Heinrich August Winkler has criticized comparisons between the Shoah and other crimes. The extermination of the European Jews remains the central fact of German history in the 20th century, the renowned German historian told the Berlin daily newspaper Tagesspiegel. She was "the greatest crime of all time".

Vladimir Putin was also "not a second Hitler," said Winkler. The Russian President does not want to exterminate the Jews. He doesn't seem to want to conquer all of Europe either. He is a radical nationalist who wants to restore the territorial existence and sphere of influence of the defunct Soviet Union as much as possible.

This revisionism differentiates Putin's Russia from the Soviet Union of the Brezhnev era, which primarily wanted to secure its territorial possessions. Putin, on the other hand, radically questions the status quo. Winkler, 84, taught at the Humboldt University in Berlin until 2007. He has been awarded the Federal Cross of Merit and has published numerous books.

In the wars against Georgia in 2008 and against Ukraine since 2014, the historian sees “frightening parallels to certain aspects of Hitler’s politics”, such as the breakup of Czechoslovakia in 1938/1939. The war of aggression against Ukraine bears “features of a war of annihilation”.

Winkler also speaks out against comparisons between the Shoah and the actions of colonial powers. The processing of German colonial crimes in the 19th and 20th centuries is "bitterly necessary". "But it cannot relativize the Holocaust," said Winkler.

Western democracies have every reason to be very self-critical about their colonial past and their racism: "But there was only a Holocaust in and through Germany."

In the conversation, Winkler also commented on the debate about a possible renaming of the Prussian Cultural Heritage Foundation. Such an act would be "not a contribution to coming to terms with the German past, but an escape from German history," said the "Tagesspiegel". "Prussian bashing is also so popular because it's more convenient than German self-criticism," criticized Winkler.
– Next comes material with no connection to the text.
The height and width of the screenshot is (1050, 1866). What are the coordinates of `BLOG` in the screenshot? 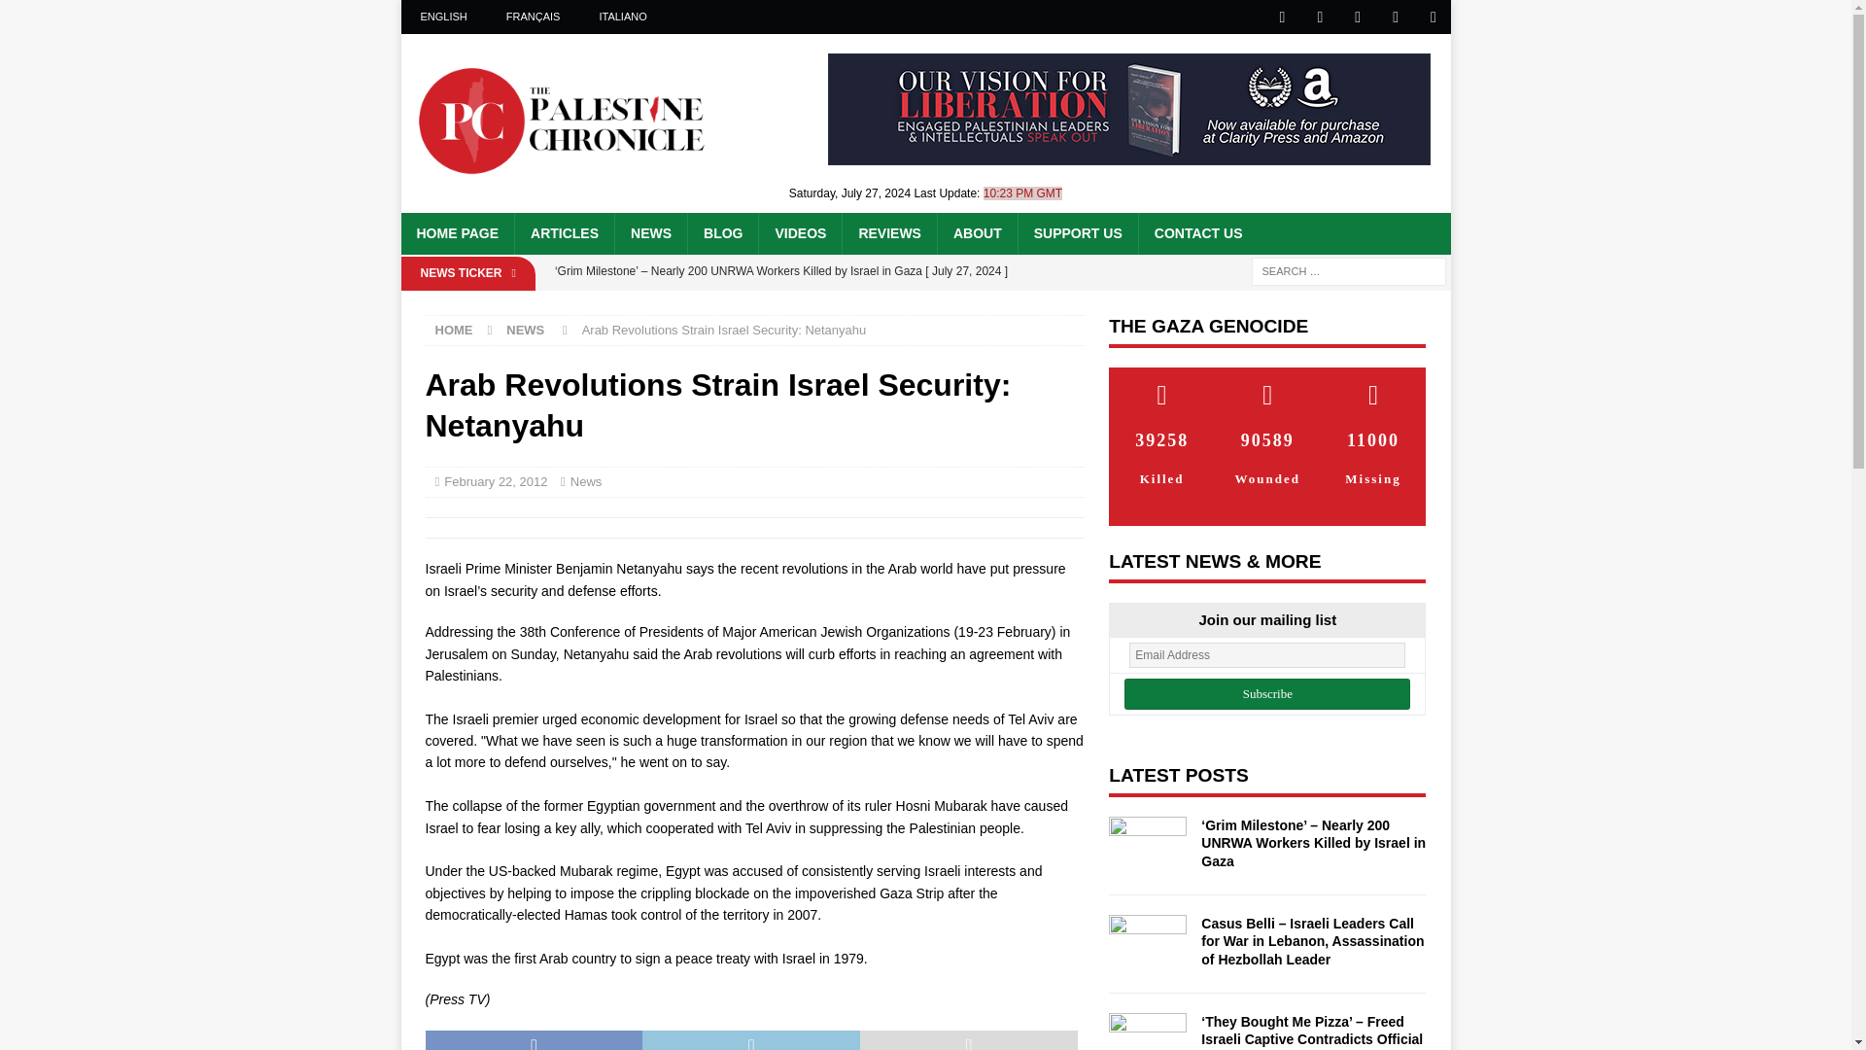 It's located at (721, 233).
Against the background of the 90th anniversary of the transfer of power to the National Socialists on January 30, 1933, Winkler said that there was "not only the Prussia of militarism and the authoritarian state, whose traditional guardians in 1933 included Hindenburg and the Wilhelmine power elite": "We shouldn't forget we the Prussia of the Enlightenment, of religious tolerance, of decisive structural reforms in the Stein-Hardenberg era at the beginning of the 19th century.”

There was also "the Prussia of the rule of law, the liberal Prussia", emphasized the historian. In the Weimar Republic, Prussia, governed by social democracy, acted “as a bulwark of democracy”.

The SPK is to be comprehensively reformed and reorganized by decision of the foundation board in December 2022. Minister of State for Culture Claudia Roth (Greens), as Chair of the Foundation Council, also advocated a name change for the SPK.